Tripepi to offer class on physics and the Constitution

Tripepi to offer class on physics and the Constitution

Accurate weights and measures affect everything from scientific research to international trade. Courtesy | Timothy Dolch

Michael Tripepi, assistant professor of physics, will be teaching a seminar this spring about a field that intersects the scientific and business world in America.

PHY 393: NIST and the Constitutional Mandate for Physics will cover the National Institute of Science and Technology — a group of government laboratories responsible for establishing all measurements across America — and the history of metrology, the scientific study of measurement.

“NIST is an excellent intersection between physics, economics, government, and even history,” Tripepi said.

NIST draws its authority over measurement directly from the U.S. Constitution, which gives Congress the responsibility to standardize weight, measure, time, volume, and other abstract values, according to Tripepi.

“This ability to have well defined standards is a moral obligation, an economic necessity, and involves physics,” Tripepi said.

Companies like drug manufacturers require precise measurements to correctly balance their scientific compounds for standardized formulas and honest marketing, according to Tripepi.

Standardized measurement is also necessary to maintain an honest trade environment, Tripepi said.

“It’s a moral obligation when we’re pursuing commerce that when we’re selling a pound, it is in fact a pound,” Tripepi said.

The course will emphasize NIST’s scientific advances as well as the high standard of expertise it has produced, including five Nobel laureates, according to Tripepi.

“It’ll be a seminar-style course involving readings about the history of metrology and the physical underpinnings, and also looking at what NIST does,” Tripepi said. “It asks a lot of practical questions and also has a lot of theoretical considerations, especially the way we define the unit of mass now that it’s not dependent on a specific object.”

Sophomore Joseph Petullo said he will also be attending the Tripepi’s seminar.

“I’m excited about him teaching a seminar,” Petullo said. “He has a background that makes him very qualified to teach a topic like this.”

Petullo is currently taking two classes with Tripepi.

“He’s a difficult teacher, it’s demanding and he asks a lot of you, but Dr. Tripepi’s doors are always open,” Petullo said. “If you have any questions, you can always go in and ask.”

Petullo is a physics and applied math double major whose main interests are engineering and experimentation. He said precise measurement is an essential aspect of all science.

“It’s part of being an informed citizen to know how this research is done,” Petullo said. “People make decisions on these things. Policy makers may change people’s lives based on scientific experiments.”

Paul Hosmer, associate professor of physics and physics department chair, is involved in setting the schedule for physics courses every semester. Hosmer said he and Tripepi had previously discussed offering physics seminar-style courses for students not majoring in science.

“I think it’s important for students to be exposed to more science, specifically physics,” Hosmer said. “The topic is chosen so students can see the effects of physics to a range of different areas: politics, commerce, religion, and honest weights and measures.”

This is the first physics course being specifically marketed to those outside of science majors, according to Hosmer.

“We’re trying to make it specially accessible for non-science majors by having it as a one-credit seminar course,” Hosmer said.

For any additional information, students can contact Tripepi at his school email address.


Would you please set down, word for word, the lines from the one with "What data populates" through the final line of the data below, omitting any pictures?

Collected data:
——————————
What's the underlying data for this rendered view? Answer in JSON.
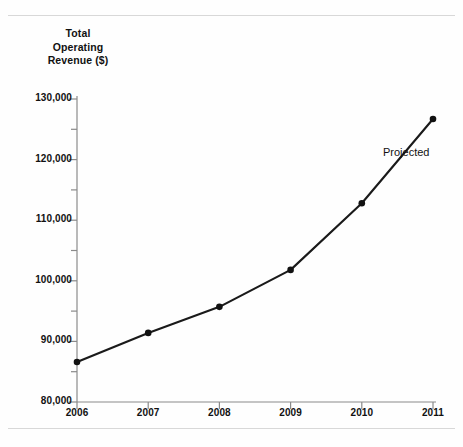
{
  "page": {
    "background_color": "#fefefe",
    "rule_color": "#d8d8d8"
  },
  "annotations": {
    "projected_label": "Projected"
  },
  "chart_data": {
    "type": "line",
    "title": "",
    "subtitle": "",
    "xlabel": "",
    "ylabel": "Total Operating Revenue ($)",
    "ylabel_lines": [
      "Total",
      "Operating",
      "Revenue ($)"
    ],
    "categories": [
      "2006",
      "2007",
      "2008",
      "2009",
      "2010",
      "2011"
    ],
    "x": [
      2006,
      2007,
      2008,
      2009,
      2010,
      2011
    ],
    "values": [
      86600,
      91400,
      95700,
      101800,
      112800,
      126700
    ],
    "series": [
      {
        "name": "Total Operating Revenue",
        "values": [
          86600,
          91400,
          95700,
          101800,
          112800,
          126700
        ]
      }
    ],
    "ylim": [
      80000,
      130000
    ],
    "xlim": [
      2006,
      2011
    ],
    "ytick_values": [
      80000,
      90000,
      100000,
      110000,
      120000,
      130000
    ],
    "ytick_labels": [
      "80,000",
      "90,000",
      "100,000",
      "110,000",
      "120,000",
      "130,000"
    ],
    "yminor_tick_values": [
      85000,
      95000,
      105000,
      115000,
      125000
    ],
    "xtick_labels": [
      "2006",
      "2007",
      "2008",
      "2009",
      "2010",
      "2011"
    ],
    "grid": false,
    "legend": false,
    "legend_position": "none",
    "line_color": "#1a1a1a",
    "marker": "circle",
    "marker_color": "#111111",
    "axis_color": "#808080",
    "annotations": [
      {
        "text": "Projected",
        "x": 2011,
        "y": 121000
      }
    ]
  }
}
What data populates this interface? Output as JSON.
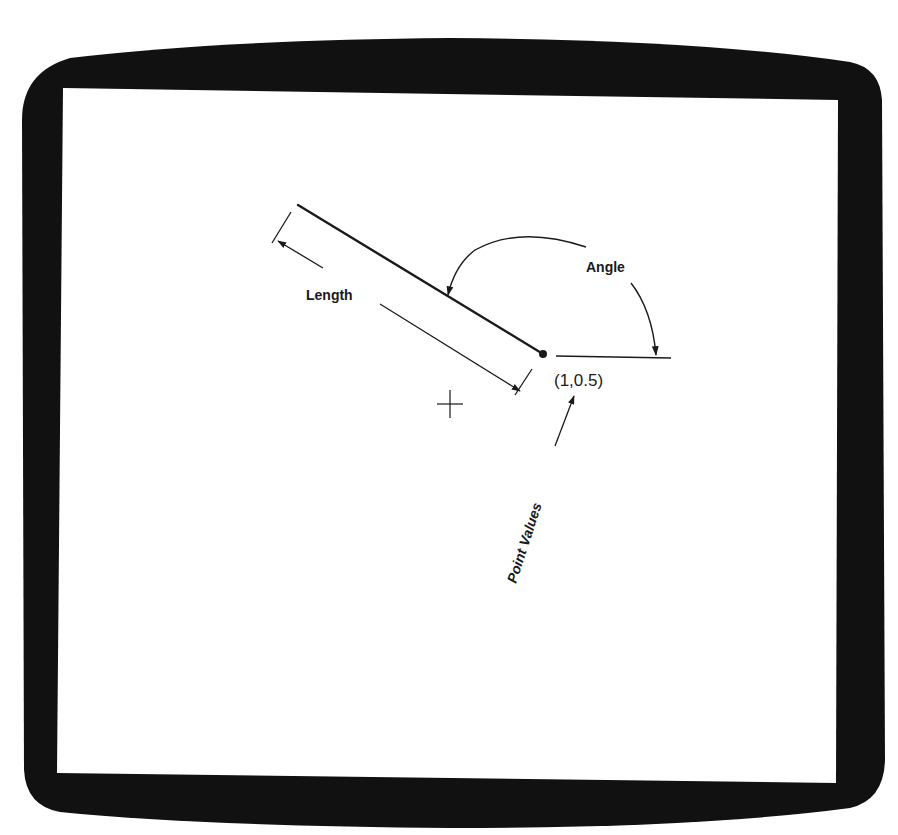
{
  "frame": {
    "bezel_color": "#111111",
    "screen_color": "#ffffff"
  },
  "diagram": {
    "labels": {
      "length": "Length",
      "angle": "Angle",
      "point_values": "Point Values",
      "coordinate": "(1,0.5)"
    },
    "line_segment": {
      "start": [
        298,
        205
      ],
      "end": [
        543,
        354
      ]
    },
    "endpoint": {
      "x": 543,
      "y": 354,
      "coordinate_value": "(1,0.5)"
    },
    "reference_line": {
      "start": [
        556,
        356
      ],
      "end": [
        671,
        358
      ]
    },
    "crosshair": {
      "x": 450,
      "y": 404
    },
    "colors": {
      "ink": "#1a1a1a"
    }
  }
}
——————————
### TASK RESPONSE
What data populates this interface? Output as JSON.
{
  "frame": {
    "bezel_color": "#111111",
    "screen_color": "#ffffff"
  },
  "diagram": {
    "labels": {
      "length": "Length",
      "angle": "Angle",
      "point_values": "Point Values",
      "coordinate": "(1,0.5)"
    },
    "line_segment": {
      "start": [
        298,
        205
      ],
      "end": [
        543,
        354
      ]
    },
    "endpoint": {
      "x": 543,
      "y": 354,
      "coordinate_value": "(1,0.5)"
    },
    "reference_line": {
      "start": [
        556,
        356
      ],
      "end": [
        671,
        358
      ]
    },
    "crosshair": {
      "x": 450,
      "y": 404
    },
    "colors": {
      "ink": "#1a1a1a"
    }
  }
}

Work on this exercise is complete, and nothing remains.